Thursday, May 29, 2014

Prelude to Foundation - Isaac Asimov

Looks like my exhaustion with books lasted a full month. All it took was having some time to kill waiting for a store to open. Which led to me killing some time in the local library. Start looking at some sci-fi titles, and I could feel that itch coming back. Or maybe that was a tick bite. No, no, I'm sure it was the urge to read.

Besides, it gives me something to do while I'm hiding from the birders.

I had opportunities to read the last two books of Asimov's Foundation series, Prelude to Foundation and Forward the Foundation, at least as far back as high school. I passed them over because I suppose I didn't think it was necessary to know how Hari Seldon created psychohistory. The important thing was he did, were the details really important.

Well, once Seldon brought up the immense challenges he would face to even begin developing the equations that would be needed, well that sort of piqued my interest. I hadn't considered just how many factors he would have to assess, just in terms of figuring out which ones are important and which aren't. How strong they are in relation to each other, how they interact, on and on.

However, if it had just been Seldon poring over math, I likely wouldn't have found it a good read. The story is an extended chase, with Seldon being sent running from the Emperor of the Galaxy (and his man-behind-the-throne, Eto Demerzel) and anyone else who might try to use his idea for their own gain. Never mind the fact Seldon considered it basically impractical, nobody ambitious would take that chance. He's set on this flight by a remarkably influential journalist named Chetter, and accompanied by a historian, Dors Venabili, who very quickly takes her job of protecting Hari very seriously. But in each place, Seldon finds some way of falling into danger, usually in his attempt to find something that could help him make sense of history.

Prelude isn't one of Asimov's stronger works, perhaps because he's trying to draw the threads of his different series together. I'm not sure when he decided to try and weave the Robots series and the Foundation series together, but this book does a bit of that. Since it takes place in between the two, the story is constrained a bit by the things those two series have already set in place. In some parts it works well, in other places you can see the flow of the story being disrupted as Asimov's working to tie things together.

The end in particular, he spends a lot of time with two characters sitting and explaining why one of them is doing what he does. It resembles the end of a detective story, where Sam Spade explains everything. Those are tricky to do without bringing things to a screeching halt, and in this case I don't think Asimov managed it. Maybe because I had already pieced a fair amount of it together, and the parts I hadn't figured weren't the most important ones. This is probably a book better read in the order the events take place, rather than coming around to it a decade after reading Foundation and Earth and Robots and Empire.

So the end stumbled a bit, but the middle section where they're on the run and meeting all these disparate cultures that make up the Throneworld were good. I'm not sure at the moment whether I'll read Forward the Foundation if the opportunity arises again.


**Your instructions**
I need the number of lines in the data that include "diagram"; reply with that number alone.

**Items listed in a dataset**
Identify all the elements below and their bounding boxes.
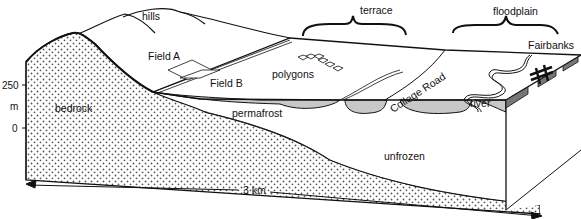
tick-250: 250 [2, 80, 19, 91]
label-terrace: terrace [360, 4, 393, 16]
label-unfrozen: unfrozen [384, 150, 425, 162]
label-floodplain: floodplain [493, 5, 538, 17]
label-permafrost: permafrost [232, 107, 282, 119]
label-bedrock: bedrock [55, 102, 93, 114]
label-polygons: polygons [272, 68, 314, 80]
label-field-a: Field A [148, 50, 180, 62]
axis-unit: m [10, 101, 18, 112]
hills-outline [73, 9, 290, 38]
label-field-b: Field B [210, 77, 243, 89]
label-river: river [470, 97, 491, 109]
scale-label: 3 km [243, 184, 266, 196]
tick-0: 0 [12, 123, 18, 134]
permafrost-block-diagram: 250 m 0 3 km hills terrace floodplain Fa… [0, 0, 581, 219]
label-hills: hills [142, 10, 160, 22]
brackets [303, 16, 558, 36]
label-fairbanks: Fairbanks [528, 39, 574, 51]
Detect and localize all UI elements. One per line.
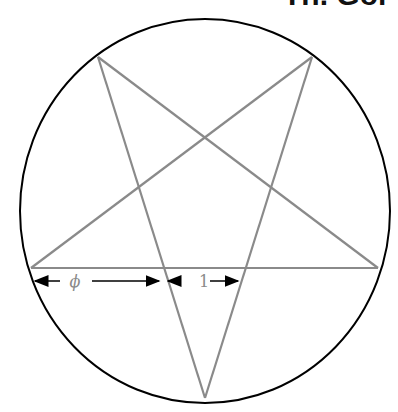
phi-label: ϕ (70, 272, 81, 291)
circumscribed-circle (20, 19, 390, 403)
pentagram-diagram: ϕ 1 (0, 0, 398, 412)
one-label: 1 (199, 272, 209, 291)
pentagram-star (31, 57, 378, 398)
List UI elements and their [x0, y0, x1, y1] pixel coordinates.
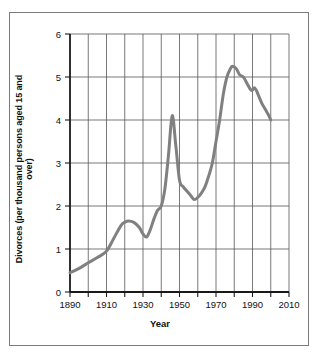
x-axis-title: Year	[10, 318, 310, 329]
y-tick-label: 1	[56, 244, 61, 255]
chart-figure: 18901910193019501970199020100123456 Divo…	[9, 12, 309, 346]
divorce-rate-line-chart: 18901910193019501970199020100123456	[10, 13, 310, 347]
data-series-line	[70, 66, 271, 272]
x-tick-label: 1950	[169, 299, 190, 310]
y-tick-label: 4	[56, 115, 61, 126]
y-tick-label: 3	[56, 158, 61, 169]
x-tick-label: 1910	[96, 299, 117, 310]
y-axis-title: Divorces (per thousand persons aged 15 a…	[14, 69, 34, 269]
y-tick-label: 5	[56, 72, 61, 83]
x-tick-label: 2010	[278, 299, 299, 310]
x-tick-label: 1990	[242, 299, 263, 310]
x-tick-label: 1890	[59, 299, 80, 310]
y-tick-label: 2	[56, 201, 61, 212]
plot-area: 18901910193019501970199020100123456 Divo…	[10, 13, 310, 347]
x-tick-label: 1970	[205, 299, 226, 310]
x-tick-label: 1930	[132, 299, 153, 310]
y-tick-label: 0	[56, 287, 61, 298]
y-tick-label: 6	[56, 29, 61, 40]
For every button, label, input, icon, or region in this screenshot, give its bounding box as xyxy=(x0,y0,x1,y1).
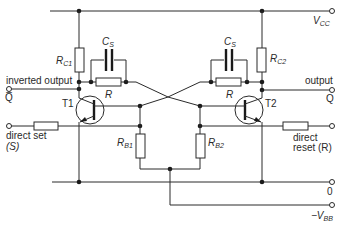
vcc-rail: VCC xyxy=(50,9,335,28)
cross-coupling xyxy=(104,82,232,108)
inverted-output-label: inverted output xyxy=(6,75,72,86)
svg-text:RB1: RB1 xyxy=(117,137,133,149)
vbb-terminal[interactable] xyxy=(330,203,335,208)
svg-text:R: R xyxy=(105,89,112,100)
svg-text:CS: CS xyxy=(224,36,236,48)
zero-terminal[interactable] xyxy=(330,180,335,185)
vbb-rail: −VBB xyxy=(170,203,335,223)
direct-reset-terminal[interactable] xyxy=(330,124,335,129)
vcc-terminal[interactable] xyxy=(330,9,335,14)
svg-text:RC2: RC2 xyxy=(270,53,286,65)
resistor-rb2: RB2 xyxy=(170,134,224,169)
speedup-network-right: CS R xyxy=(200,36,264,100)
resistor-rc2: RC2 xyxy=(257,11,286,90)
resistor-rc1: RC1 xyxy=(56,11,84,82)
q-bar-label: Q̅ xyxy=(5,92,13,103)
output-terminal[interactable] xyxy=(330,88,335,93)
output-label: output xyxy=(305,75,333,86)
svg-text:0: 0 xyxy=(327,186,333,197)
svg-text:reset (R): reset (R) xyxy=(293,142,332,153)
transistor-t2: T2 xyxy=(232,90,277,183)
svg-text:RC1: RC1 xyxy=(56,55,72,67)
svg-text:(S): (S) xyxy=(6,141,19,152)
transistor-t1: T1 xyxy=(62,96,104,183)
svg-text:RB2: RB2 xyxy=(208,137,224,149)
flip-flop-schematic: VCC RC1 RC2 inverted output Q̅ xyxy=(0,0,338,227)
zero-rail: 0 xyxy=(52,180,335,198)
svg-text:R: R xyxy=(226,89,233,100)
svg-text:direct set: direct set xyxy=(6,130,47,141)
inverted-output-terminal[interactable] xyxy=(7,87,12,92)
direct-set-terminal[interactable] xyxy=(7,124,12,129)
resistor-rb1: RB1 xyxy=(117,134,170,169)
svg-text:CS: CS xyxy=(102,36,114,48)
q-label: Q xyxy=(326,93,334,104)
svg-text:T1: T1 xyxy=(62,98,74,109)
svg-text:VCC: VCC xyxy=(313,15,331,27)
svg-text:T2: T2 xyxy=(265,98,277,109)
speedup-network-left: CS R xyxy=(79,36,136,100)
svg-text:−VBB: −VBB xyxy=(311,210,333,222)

**Response to the exercise**
2